I guess that’s okay. After all, what good does it really do anyone to be dejected, or even to closely follow world events that you yourself, inside the whale (as we all are, as even Orwell admits), are powerless to prevent? And there will always be something going on in the modern world that others will want you to pay attention to and think about (although in general slightly less significant things than the beginning of WWII). And yet, there is something about Miller’s worldview that seems to me less admirable and more naïve than Orwell’s; Orwell went to a foreign country to fight, and was shot through the neck and almost died. So maybe this is more of a question of Miller’s worldview than his writing (although I think it would have been very interesting if he’d trained his powers of perception on, say, Hitler, as well as on his friend Katsimbalis), but personally I don’t think the two can always be separated; if I find a writer’s worldview to be somewhat naïve, then it doesn’t really matter how inventive the prose style is.
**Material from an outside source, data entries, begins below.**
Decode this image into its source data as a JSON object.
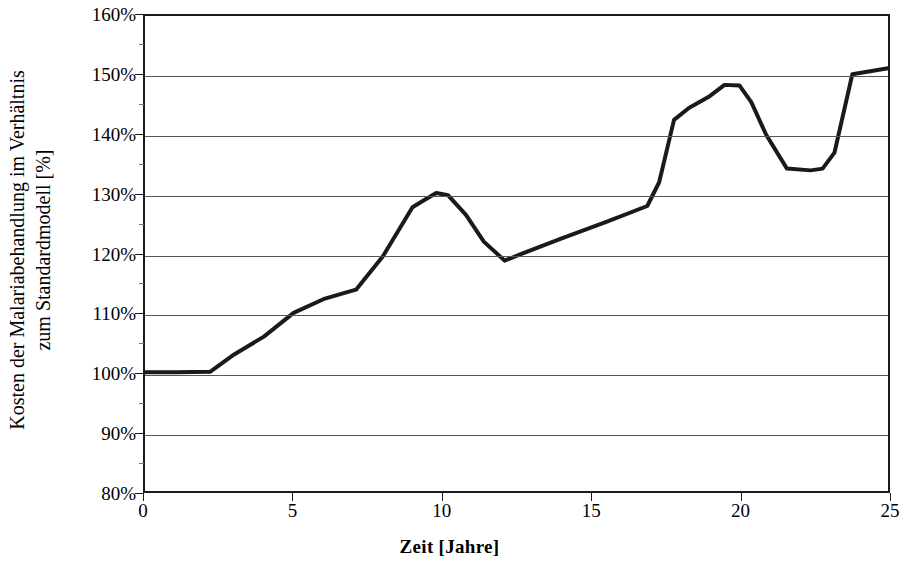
{
  "chart_data": {
    "type": "line",
    "title": "",
    "xlabel": "Zeit [Jahre]",
    "ylabel": "Kosten der Malariabehandlung im Verhältnis zum Standardmodell [%]",
    "ylabel_lines": [
      "Kosten der Malariabehandlung im Verhältnis",
      "zum Standardmodell [%]"
    ],
    "xlim": [
      0,
      25
    ],
    "ylim": [
      80,
      160
    ],
    "grid": true,
    "legend": "none",
    "x_ticks": [
      0,
      5,
      10,
      15,
      20,
      25
    ],
    "x_tick_labels": [
      "0",
      "5",
      "10",
      "15",
      "20",
      "25"
    ],
    "y_ticks": [
      80,
      90,
      100,
      110,
      120,
      130,
      140,
      150,
      160
    ],
    "y_tick_labels": [
      "80%",
      "90%",
      "100%",
      "110%",
      "120%",
      "130%",
      "140%",
      "150%",
      "160%"
    ],
    "series": [
      {
        "name": "Kosten der Malariabehandlung",
        "color": "#1a1a1a",
        "line_width": 4,
        "x": [
          0.0,
          1.0,
          2.2,
          3.0,
          4.0,
          5.0,
          6.0,
          6.6,
          7.1,
          8.0,
          9.0,
          9.4,
          9.8,
          10.2,
          10.8,
          11.4,
          12.1,
          12.6,
          14.0,
          15.5,
          16.9,
          17.3,
          17.8,
          18.3,
          19.0,
          19.5,
          20.0,
          20.4,
          20.9,
          21.6,
          22.4,
          22.8,
          23.2,
          23.8,
          25.0
        ],
        "y": [
          100.0,
          100.0,
          100.1,
          103.0,
          106.0,
          110.0,
          112.3,
          113.2,
          113.9,
          119.5,
          127.8,
          129.0,
          130.2,
          129.8,
          126.5,
          122.0,
          118.8,
          119.8,
          122.5,
          125.3,
          128.0,
          132.0,
          142.5,
          144.5,
          146.5,
          148.4,
          148.3,
          145.5,
          140.0,
          134.3,
          134.0,
          134.3,
          137.0,
          150.2,
          151.2
        ]
      }
    ]
  },
  "axes": {
    "y_title_line_1": "Kosten der Malariabehandlung im Verhältnis",
    "y_title_line_2": "zum Standardmodell [%]",
    "x_title": "Zeit [Jahre]"
  }
}
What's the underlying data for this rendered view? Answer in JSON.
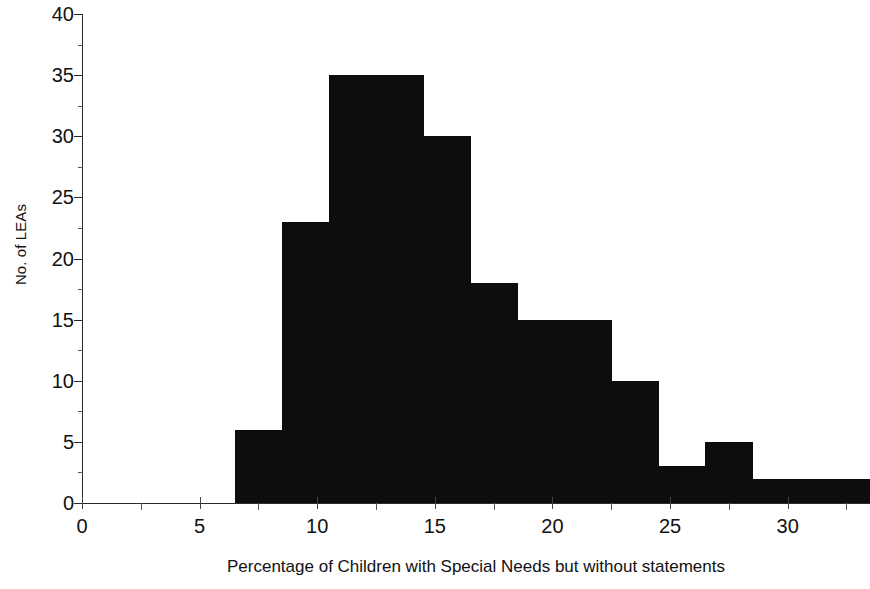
{
  "chart_data": {
    "type": "bar",
    "title": "",
    "subtitle": "",
    "xlabel": "Percentage of Children with Special Needs but without statements",
    "ylabel": "No. of LEAs",
    "xlim": [
      0,
      33.5
    ],
    "ylim": [
      0,
      40
    ],
    "grid": false,
    "legend": null,
    "bar_color": "#0d0d0d",
    "axis_color": "#2a2a2a",
    "x_ticks": [
      0,
      5,
      10,
      15,
      20,
      25,
      30
    ],
    "x_tick_labels": [
      "0",
      "5",
      "10",
      "15",
      "20",
      "25",
      "30"
    ],
    "x_minor_ticks": [
      2.5,
      7.5,
      12.5,
      17.5,
      22.5,
      27.5,
      32.5
    ],
    "y_ticks": [
      0,
      5,
      10,
      15,
      20,
      25,
      30,
      35,
      40
    ],
    "y_tick_labels": [
      "0",
      "5",
      "10",
      "15",
      "20",
      "25",
      "30",
      "35",
      "40"
    ],
    "bin_width": 2,
    "bins": [
      {
        "start": 6.5,
        "end": 8.5,
        "value": 6
      },
      {
        "start": 8.5,
        "end": 10.5,
        "value": 23
      },
      {
        "start": 10.5,
        "end": 12.5,
        "value": 35
      },
      {
        "start": 12.5,
        "end": 14.5,
        "value": 35
      },
      {
        "start": 14.5,
        "end": 16.5,
        "value": 30
      },
      {
        "start": 16.5,
        "end": 18.5,
        "value": 18
      },
      {
        "start": 18.5,
        "end": 20.5,
        "value": 15
      },
      {
        "start": 20.5,
        "end": 22.5,
        "value": 15
      },
      {
        "start": 22.5,
        "end": 24.5,
        "value": 10
      },
      {
        "start": 24.5,
        "end": 26.5,
        "value": 3
      },
      {
        "start": 26.5,
        "end": 28.5,
        "value": 5
      },
      {
        "start": 28.5,
        "end": 30.5,
        "value": 2
      },
      {
        "start": 30.5,
        "end": 33.5,
        "value": 2
      }
    ],
    "categories": [
      "6.5-8.5",
      "8.5-10.5",
      "10.5-12.5",
      "12.5-14.5",
      "14.5-16.5",
      "16.5-18.5",
      "18.5-20.5",
      "20.5-22.5",
      "22.5-24.5",
      "24.5-26.5",
      "26.5-28.5",
      "28.5-30.5",
      "30.5-33.5"
    ],
    "values": [
      6,
      23,
      35,
      35,
      30,
      18,
      15,
      15,
      10,
      3,
      5,
      2,
      2
    ]
  }
}
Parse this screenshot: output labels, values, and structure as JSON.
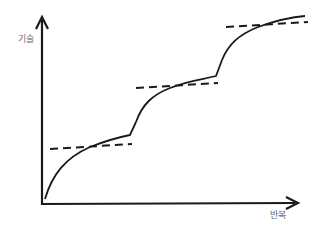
{
  "diagram": {
    "title": "",
    "y_axis_label": "기술",
    "x_axis_label": "반복",
    "stages": [
      {
        "name": "stage-1",
        "curve": "M45,199 C55,170 70,155 95,145 C110,139 120,137 130,135 L136,122",
        "plateau": [
          50,
          149,
          132,
          144
        ]
      },
      {
        "name": "stage-2",
        "curve": "M136,122 C145,100 160,90 185,83 C200,79 210,78 216,76 L222,60",
        "plateau": [
          136,
          88,
          218,
          83
        ]
      },
      {
        "name": "stage-3",
        "curve": "M222,60 C230,40 245,32 265,25 C280,20 295,17 305,16",
        "plateau": [
          226,
          27,
          308,
          22
        ]
      }
    ],
    "colors": {
      "line": "#1a1a1a",
      "label": "#6b6b6b"
    }
  }
}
One might say that Miller wanted to preserve an image of a paradise that he worried would soon be lost. But it wasn’t a paradise: Greece, as he mentions only once, was under a military dictatorship at this time. Should he have written about that? I can’t say. Not necessarily. But I can’t help but be reminded of another book, Roberto Bolano’s By Night in Chile, set during Pinochet’s coup, in which the artsy-fartsy folks sit around and talk about art and aesthetics while there’s a torture chamber in the basement.
That being said, there are some sequences in this book that I thought were really great, and there are things that I’ll certainly reread if I ever end up going to Greece.